ISLAMABAD: Pakistan is putting the military in charge of security in the capital, Islamabad, in case Pakistani Taliban militants try to launch attacks in response to an army offensive against them, the government said yesterday.
The military launched an offensive against the militants in their strongholds in ungoverned stretches of the northwest, along the Afghan border, last month.
The Pakistani Taliban, fighting to bring down the state, have vowed to retaliate.
“The federal government has requisitioned the services of the Pakistan army in aid of civil power in Islamabad,” the prime minister’s office said in a statement.
The army had been put in charge of the capital for 90 days from August 1 “to pre-empt any possible blowback of Operation Zarb-e-Azb”, the office said, referring to the offensive.
Pakistan has seen numerous militant attacks since it joined the United States in its “war on terror” after the September 11, 2001, attacks on US cities by Osama bin Laden’s Al Qaeda.
Terrorism in Pakistan has become a major and highly destructive phenomenon in recent years.
The annual death toll from terrorist attacks has risen from 164 in 2003 to 3318 in 2009 with a total of 35,000 Pakistanis killed between September 11, 2001 and May 2011.
According to the government of Pakistan, the direct and indirect economic costs of terrorism from 2000–2010 total $68bn.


Task requirements: Each entry below needs to be retyped exactly as given.

○ ○ ○ ○ ○

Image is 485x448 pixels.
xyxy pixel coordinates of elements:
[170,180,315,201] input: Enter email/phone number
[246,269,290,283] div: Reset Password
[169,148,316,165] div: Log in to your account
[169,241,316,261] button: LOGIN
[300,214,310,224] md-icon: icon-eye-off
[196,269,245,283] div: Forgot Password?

○ ○ ○ ○ ○

Your response:
Image is 485x448 pixels.
xyxy pixel coordinates of elements:
[170,180,315,201] input: Enter email/phone number
[246,269,290,283] div: Reset Password
[169,148,316,165] div: Log in to your account
[169,241,316,261] button: LOGIN
[300,214,310,224] md-icon: icon-eye-off
[196,269,245,283] div: Forgot Password?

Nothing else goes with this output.